◆ YOUR INSTRUCTIONS ◆
For the material below, set down exactly the lines between the one containing "Locate an element" and the last line, both included, leaving every picture out.

◆ DATA PROVIDED ◆
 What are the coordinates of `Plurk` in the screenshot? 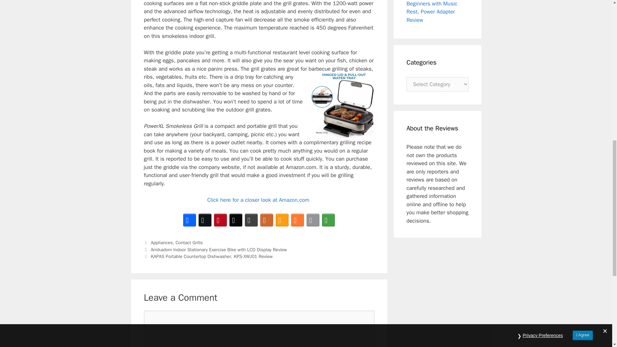 It's located at (267, 220).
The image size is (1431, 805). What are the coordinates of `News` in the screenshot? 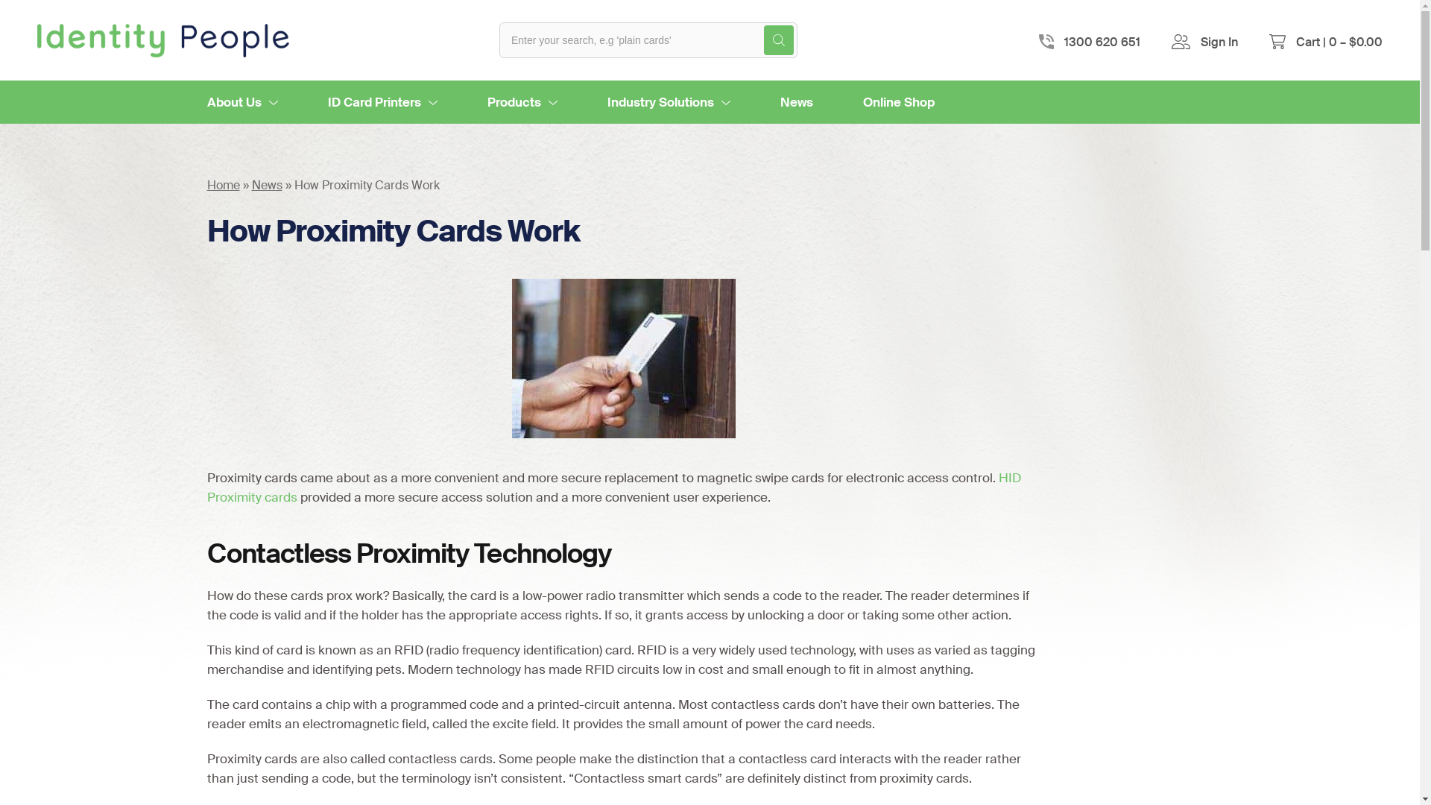 It's located at (796, 102).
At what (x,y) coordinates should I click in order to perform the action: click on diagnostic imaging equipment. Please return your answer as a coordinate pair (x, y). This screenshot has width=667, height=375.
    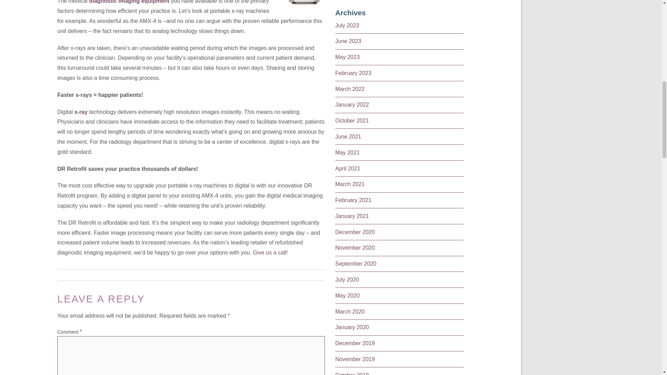
    Looking at the image, I should click on (129, 2).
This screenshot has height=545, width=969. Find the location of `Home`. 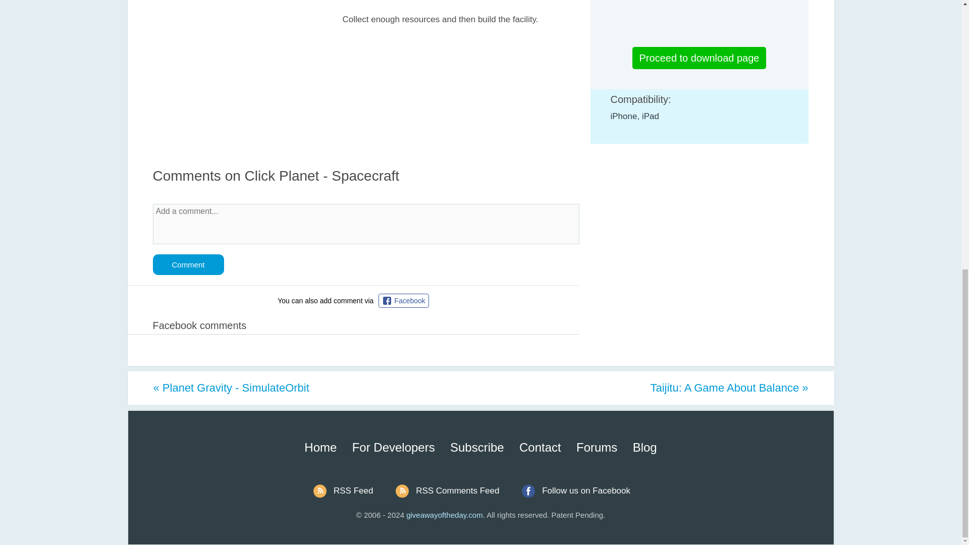

Home is located at coordinates (320, 447).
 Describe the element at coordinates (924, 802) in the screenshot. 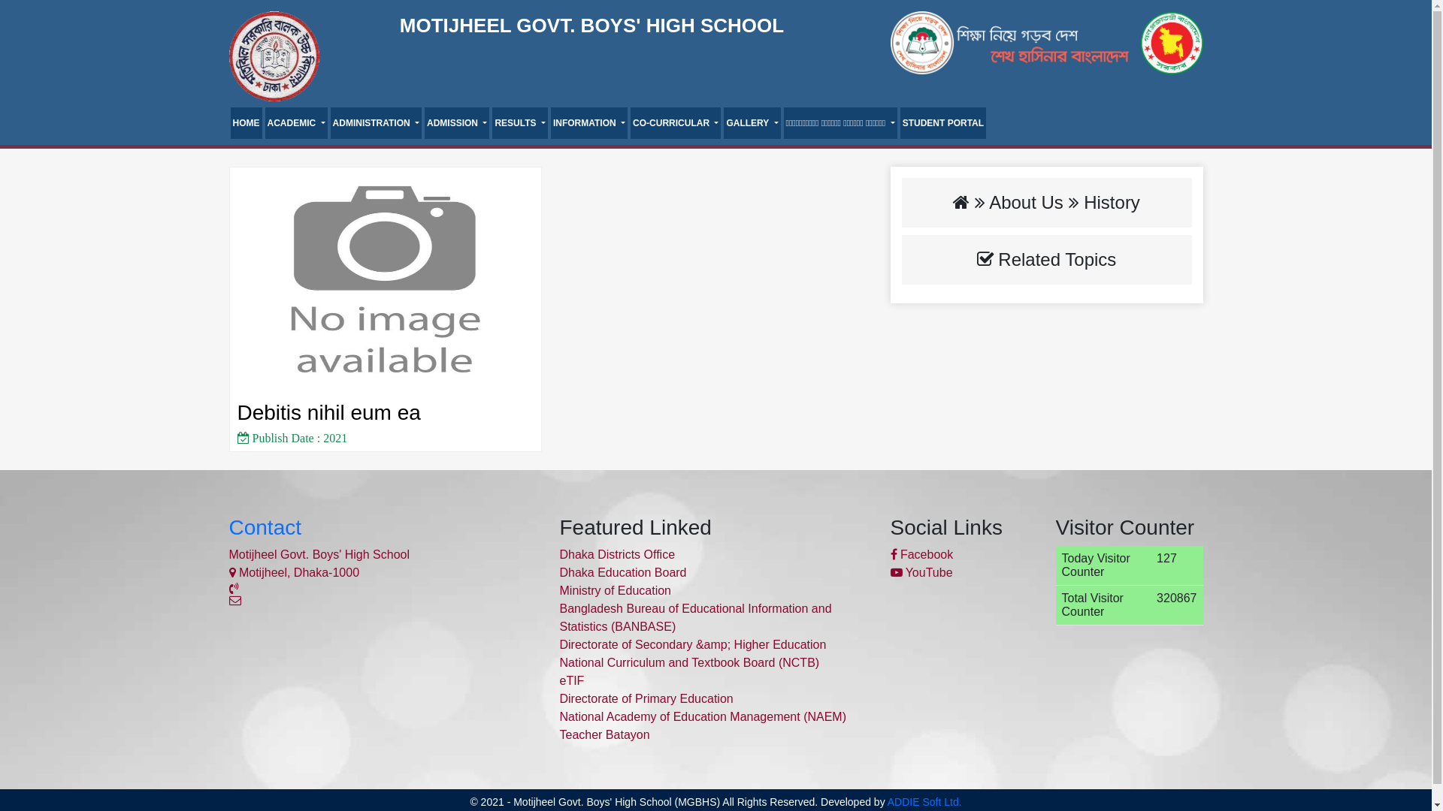

I see `ADDIE Soft Ltd.` at that location.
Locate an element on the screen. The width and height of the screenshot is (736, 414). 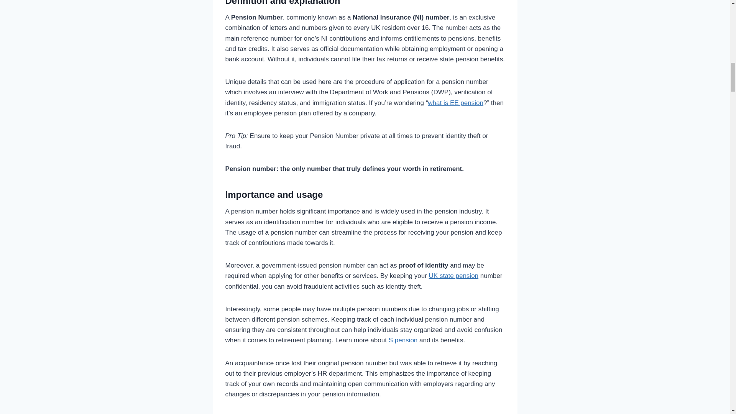
UK state pension is located at coordinates (454, 275).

◆ EXERCISE SOLUTION ◆
Locate an element on the screen. The width and height of the screenshot is (736, 414). 
UK state pension is located at coordinates (454, 275).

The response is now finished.